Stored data
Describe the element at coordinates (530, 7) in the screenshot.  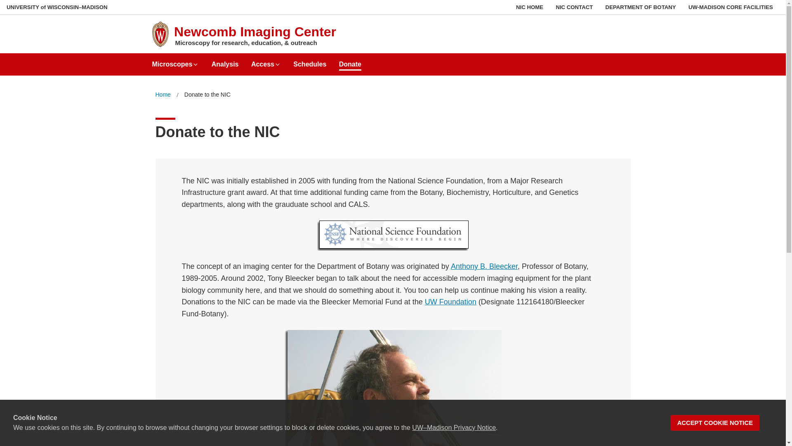
I see `NIC HOME` at that location.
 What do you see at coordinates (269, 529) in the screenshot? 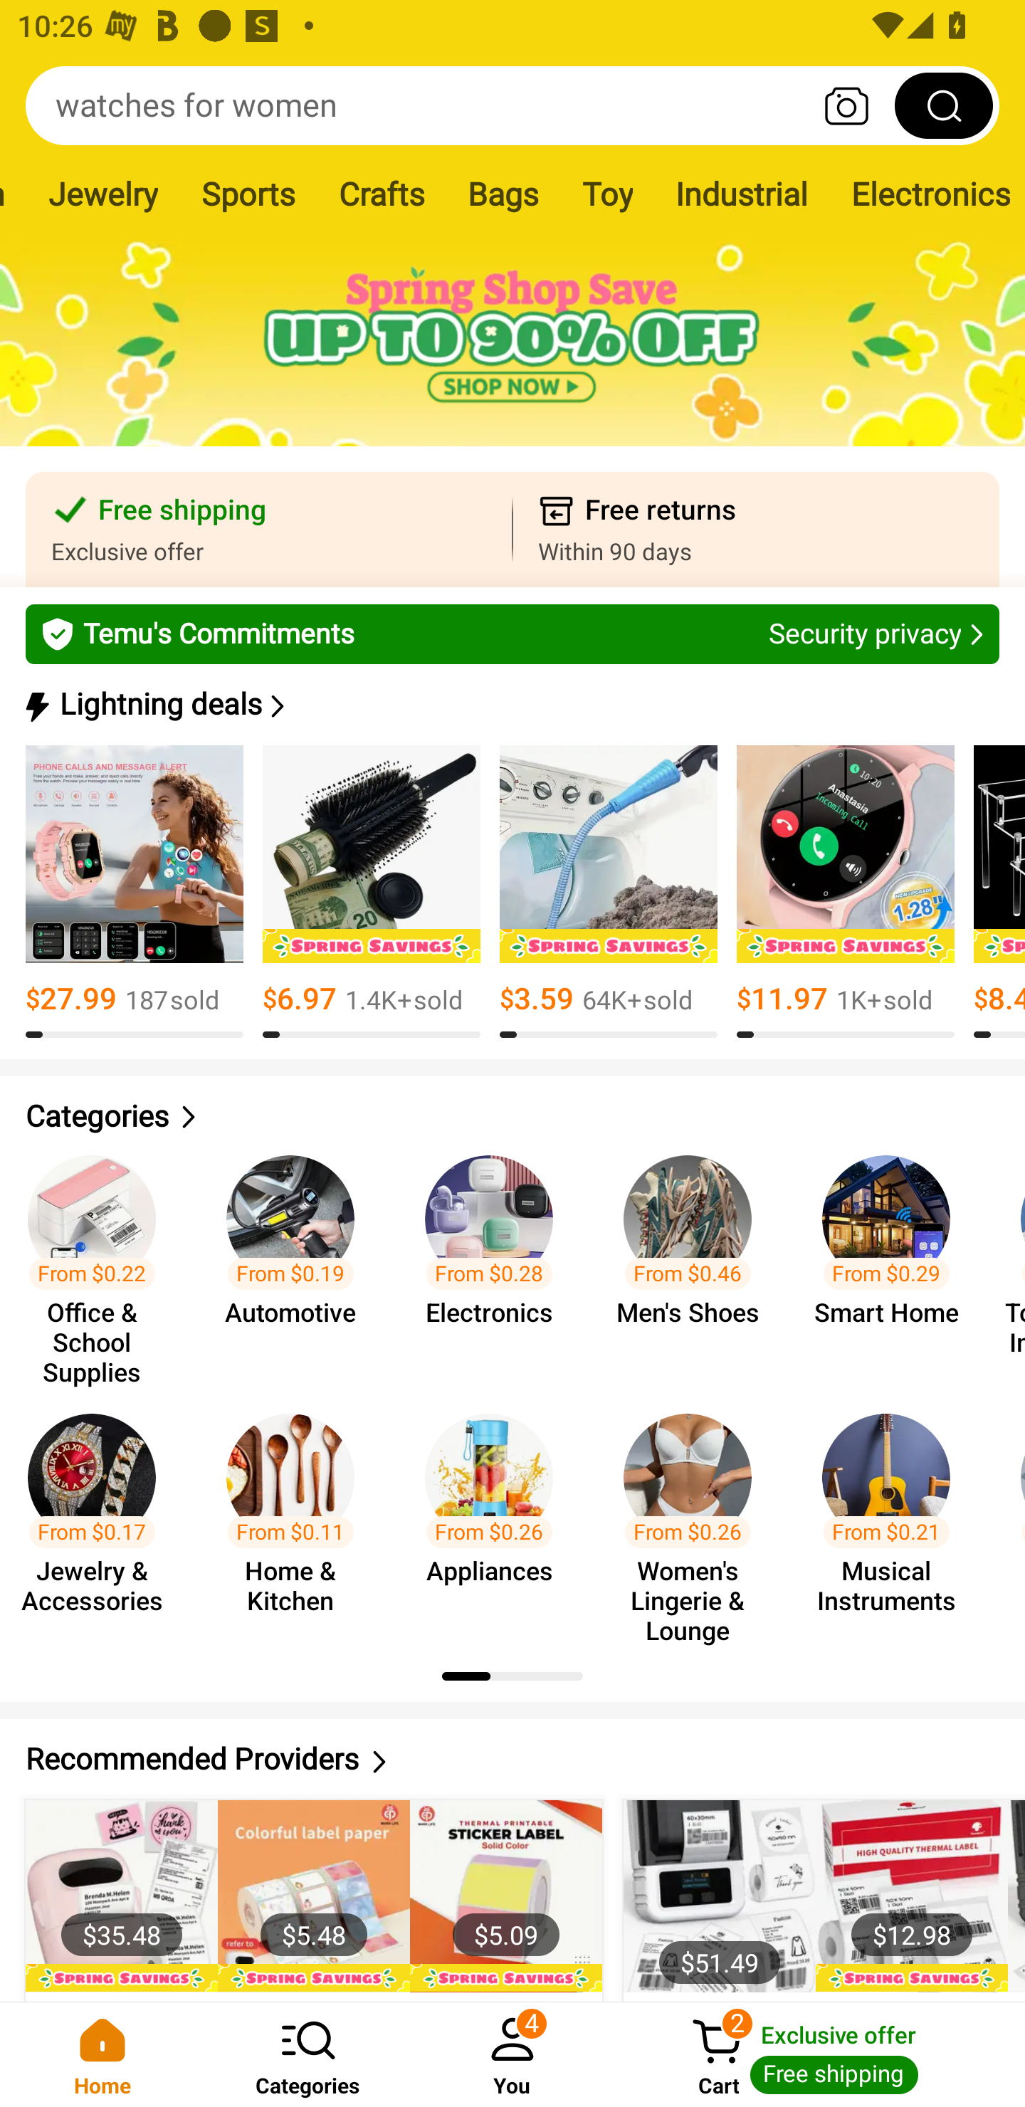
I see `Free shipping Exclusive offer` at bounding box center [269, 529].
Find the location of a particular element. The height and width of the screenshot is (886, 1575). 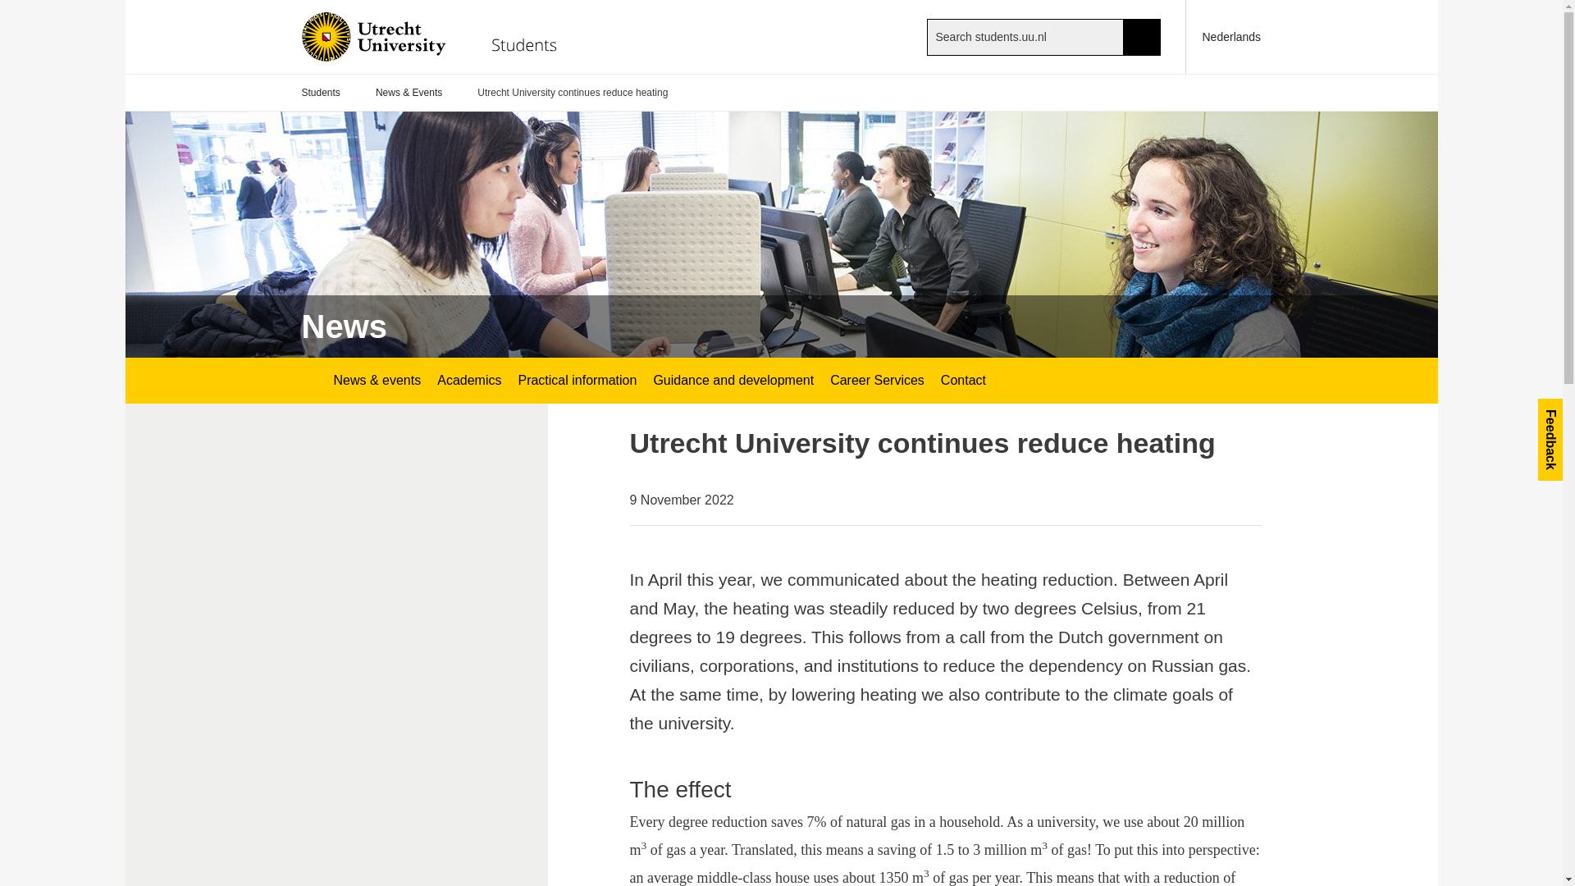

Home is located at coordinates (442, 36).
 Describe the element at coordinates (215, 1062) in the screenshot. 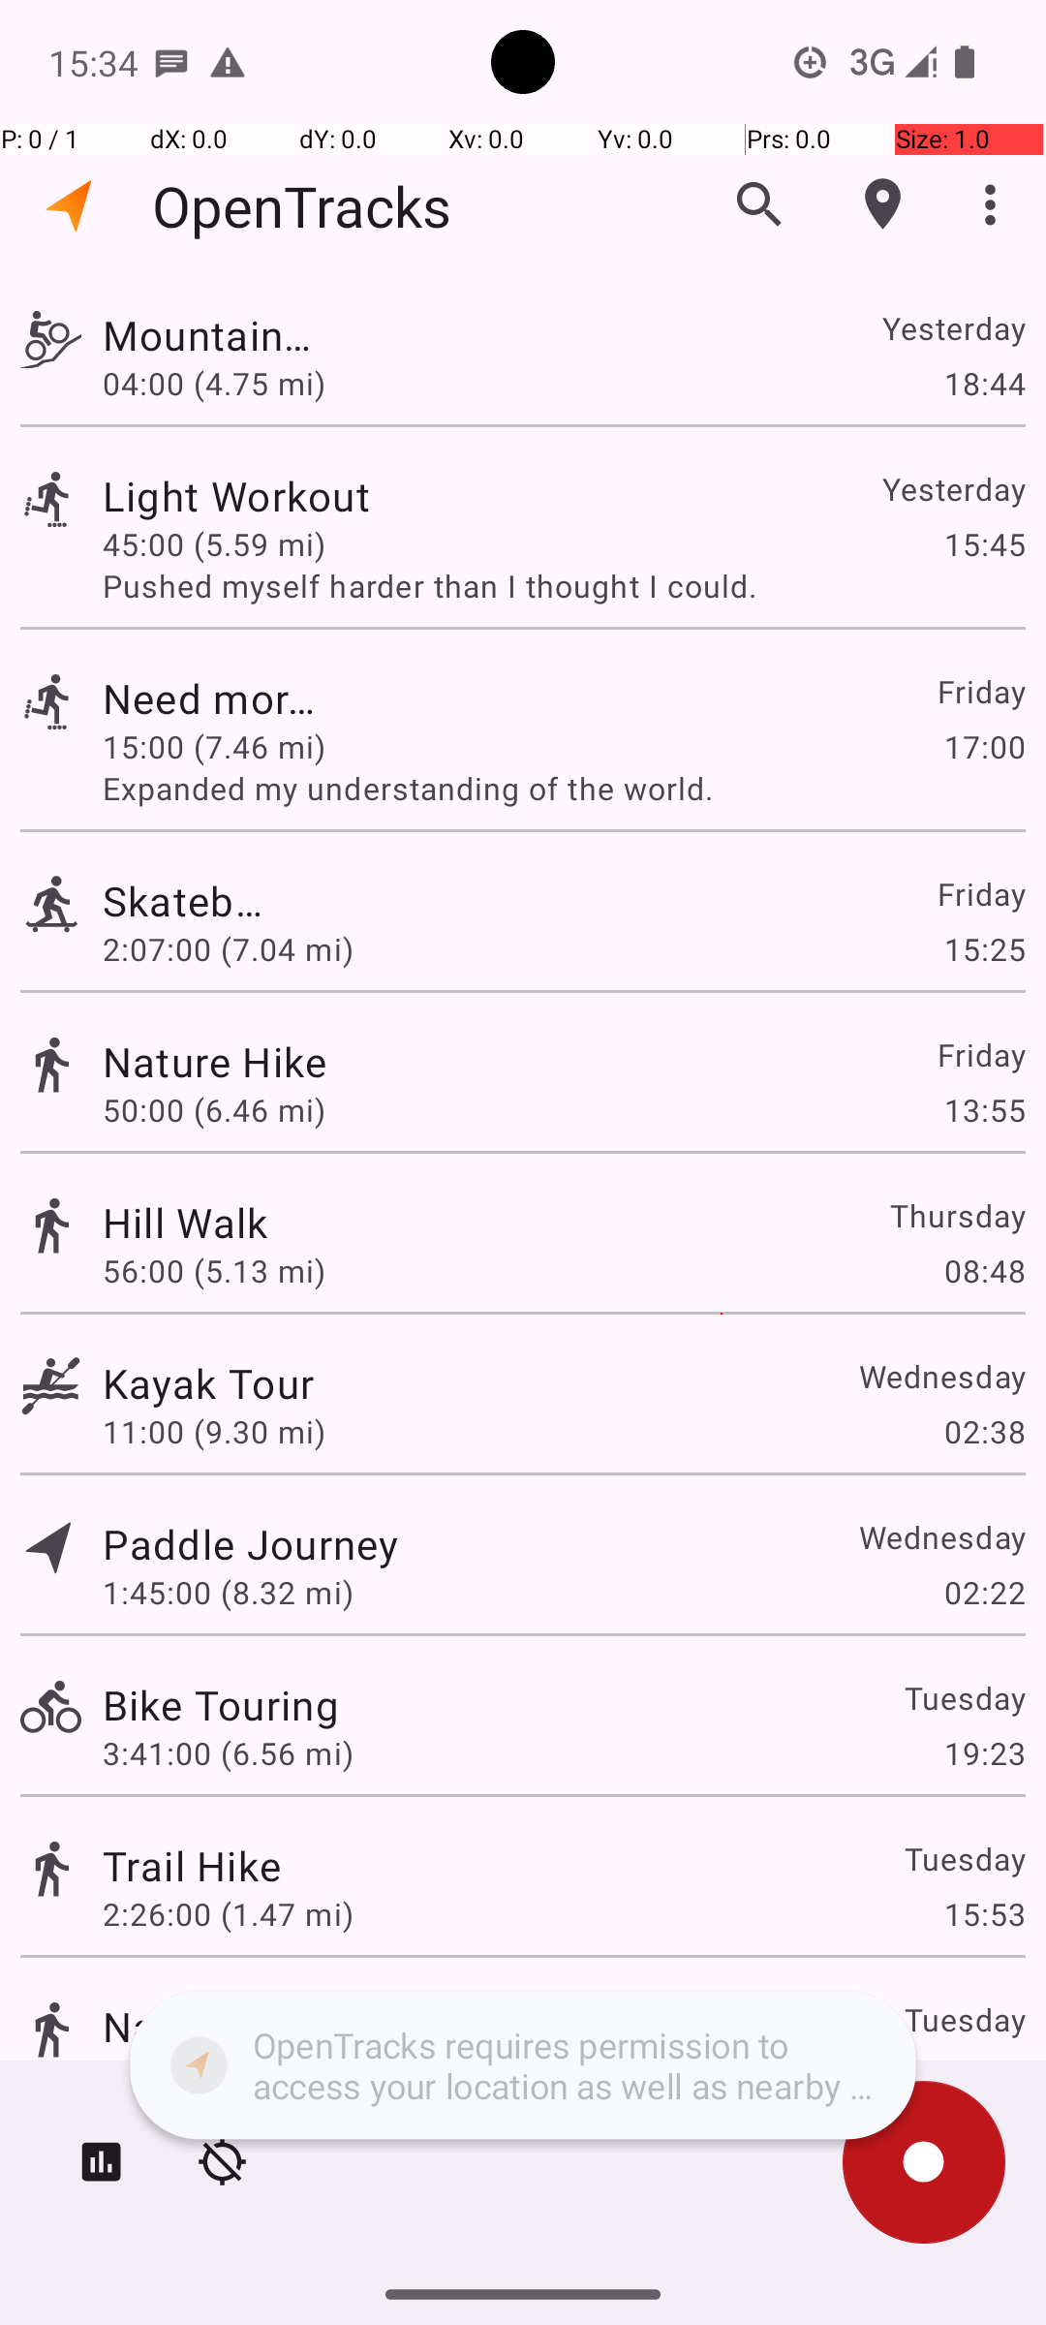

I see `Nature Hike` at that location.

EXERCISE REQUIREMENTS: Could the data be reproduced exactly, with the pictures omitted?

SOLUTION BELOW:
Describe the element at coordinates (530, 7) in the screenshot.  
I see `NIC HOME` at that location.
 What do you see at coordinates (269, 529) in the screenshot? 
I see `Free shipping Exclusive offer` at bounding box center [269, 529].
Find the location of a particular element. The height and width of the screenshot is (886, 1575). 

Home is located at coordinates (442, 36).
 Describe the element at coordinates (215, 1062) in the screenshot. 

I see `Nature Hike` at that location.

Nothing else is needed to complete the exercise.